*ACTION ITEM*
Your answer should hold only the lines from the one with "Describe the element" through the end of the records, repeated exactly and minus any pictures.

━━━

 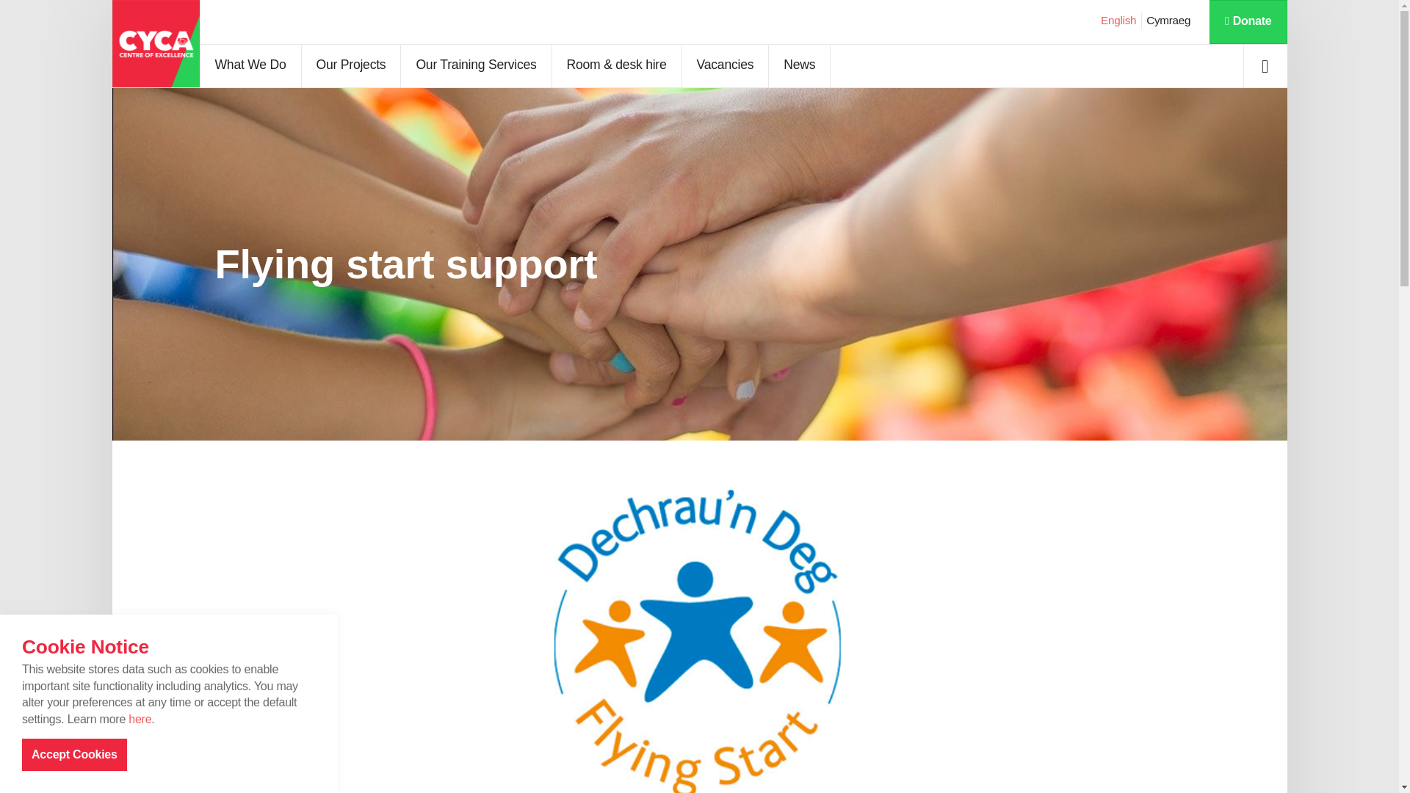 I want to click on News, so click(x=799, y=66).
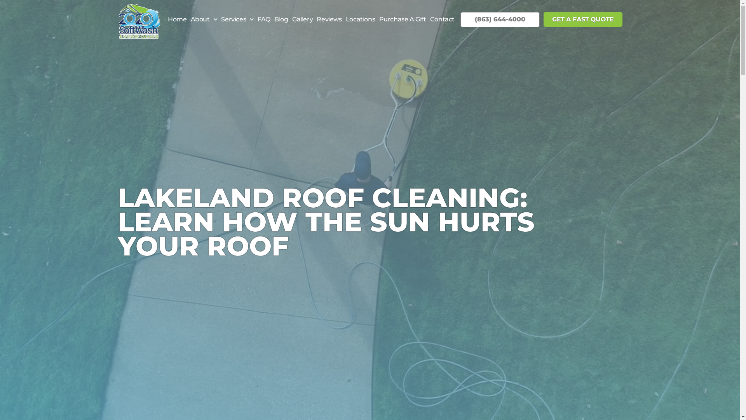  What do you see at coordinates (329, 19) in the screenshot?
I see `Reviews` at bounding box center [329, 19].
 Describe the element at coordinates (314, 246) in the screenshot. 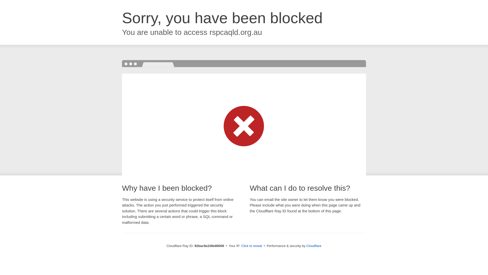

I see `Cloudflare` at that location.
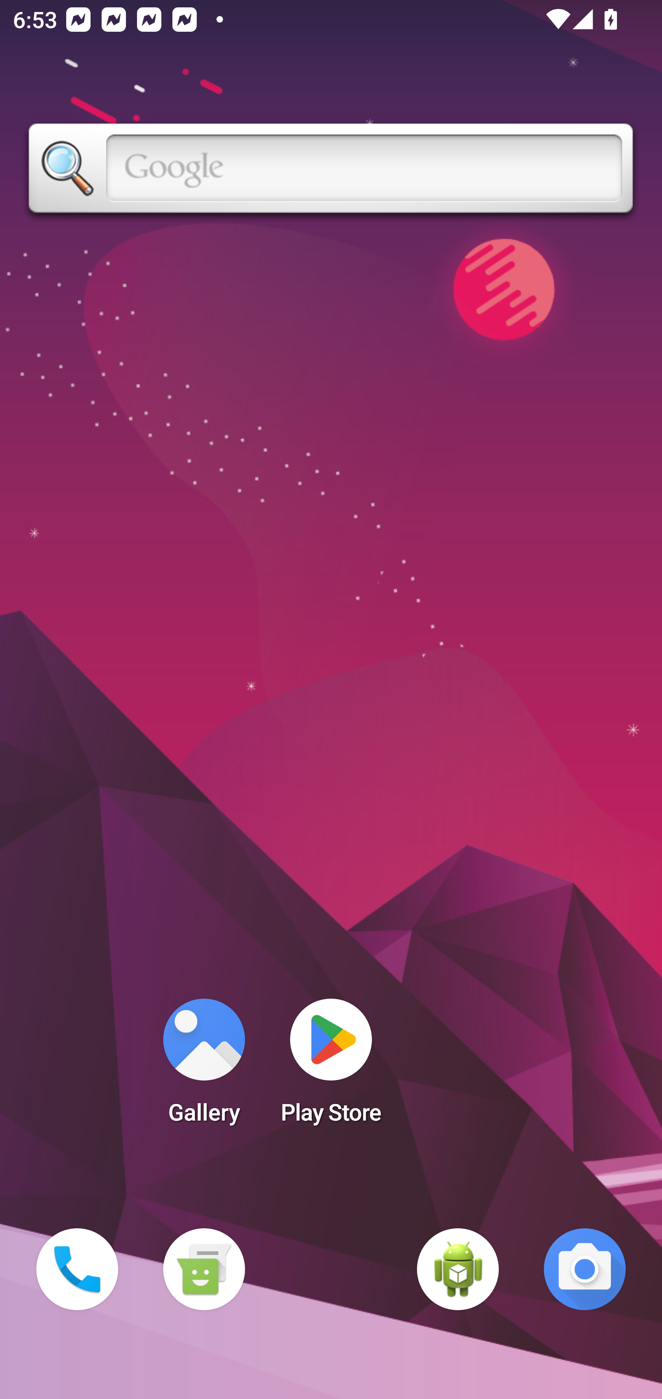  What do you see at coordinates (331, 1066) in the screenshot?
I see `Play Store` at bounding box center [331, 1066].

━━━

*WORKED SOLUTION*
 Describe the element at coordinates (314, 246) in the screenshot. 

I see `Cloudflare` at that location.
  What do you see at coordinates (331, 1066) in the screenshot?
I see `Play Store` at bounding box center [331, 1066].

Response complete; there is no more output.